Calling her dictatorial and labeling that behavior German was my father’s doing. Their kitchen wars (bedroom, too, for all I know) revolved around getting him out the door to teach every morning at The Citadel. He was disorganized. He had what she called the dithers. With his Italian operatic excesses of gesture and voice, he acted out his injured rage at the sharp disgust in her voice: “Oh, Leonard, they’re just where you left them!” I.e., his glasses, or briefcase, or Citadel hat. “Oh, Leonard, you’ve made it worse!” I.e., he’d sponged at a spot on his uniform with a bit of soap and water, spreading the stain across his middle. In a fury of anxiety, he pulled off the shirt while she heated up the iron to smooth out the damage.

Finally when I left home for college, then marriage, then a move to Minnesota, she couldn’t keep her mitts off the spots I was making worse. Her voice on the phone truly did dictate what choice I should make–my daughter’s schooling, the linoleum for the kitchen, the second-hand car we were buying. She had opinions and directives about them all. I learned to cringe at the sound of her voice.

Couple that with the fact that my first husband was German-American too, and we were spiraling down into divorce–and you have the essence of my dislike for the Fuehrerland. Then my daughter began to study Germany in middle-school and traveled there several times. “Mom, you don’t know what you’re talking about. Germany is delightful–clean, beautiful, charming.” Photos of her with the Munich marble municipal lions showed their mutual classy elan.
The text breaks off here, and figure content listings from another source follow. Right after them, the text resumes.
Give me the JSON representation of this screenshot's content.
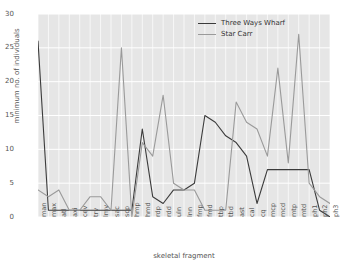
{
  "chart_data": {
    "type": "line",
    "title": "",
    "xlabel": "skeletal fragment",
    "ylabel": "minimum no. of individuals",
    "ylim": [
      0,
      30
    ],
    "yticks": [
      0,
      5,
      10,
      15,
      20,
      25,
      30
    ],
    "grid": true,
    "legend_position": "top-right",
    "categories": [
      "man",
      "max",
      "atl",
      "axi",
      "cev",
      "trv",
      "lmv",
      "sac",
      "scp",
      "hmp",
      "hmd",
      "rdp",
      "rdd",
      "uln",
      "lnn",
      "fmp",
      "fmd",
      "tbp",
      "tbd",
      "ast",
      "cal",
      "cq",
      "mcp",
      "mcd",
      "mtp",
      "mtd",
      "ph1",
      "ph2",
      "ph3"
    ],
    "series": [
      {
        "name": "Three Ways Wharf",
        "color": "#3B3B3B",
        "values": [
          26,
          1,
          1,
          1,
          1,
          1,
          1,
          1,
          1,
          1,
          13,
          3,
          2,
          4,
          4,
          5,
          15,
          14,
          12,
          11,
          9,
          2,
          7,
          7,
          7,
          7,
          7,
          1,
          0
        ]
      },
      {
        "name": "Star Carr",
        "color": "#9A9A9A",
        "values": [
          4,
          3,
          4,
          1,
          1,
          3,
          3,
          1,
          25,
          0,
          11,
          9,
          18,
          5,
          4,
          4,
          1,
          1,
          1,
          17,
          14,
          13,
          9,
          22,
          8,
          27,
          5,
          3,
          2
        ]
      }
    ]
  },
  "legend": {
    "items": [
      {
        "label": "Three Ways Wharf"
      },
      {
        "label": "Star Carr"
      }
    ]
  }
}
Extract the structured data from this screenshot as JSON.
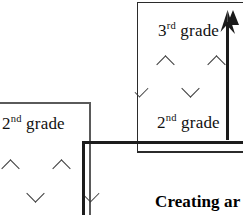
{
  "figure": {
    "caption_heading": "Creating ar",
    "cards": [
      {
        "id": "back-card",
        "grade_prefix": "3",
        "grade_ordinal": "rd",
        "grade_word": "grade",
        "secondary_prefix": "2",
        "secondary_ordinal": "nd",
        "secondary_word": "grade",
        "marks": [
          "up",
          "up",
          "down",
          "partial-up"
        ]
      },
      {
        "id": "front-card",
        "grade_prefix": "2",
        "grade_ordinal": "nd",
        "grade_word": "grade",
        "marks": [
          "up",
          "up",
          "down"
        ]
      }
    ],
    "arrow": {
      "direction": "up",
      "name": "upward-arrow"
    },
    "colors": {
      "ink": "#111111",
      "rule_heavy": "#1c1c1c",
      "rule_light": "#4b4b4b",
      "mark": "#3a3a3a",
      "page": "#ffffff"
    }
  }
}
By this time I was aware that being German wasn’t merely a tendency acted out in an overheated American kitchen. Hitler’s rampage across Europe had torn apart civility and civilization. In death camps for Jews and other “deviants” his police perpetrated a genocide never before matched for cold insistent cruelty. Now I began to admit that as part German, I carried a weight of second-hand guilt. If I was going to visit Germany, I had to acknowledge it, and try in part to expiate it.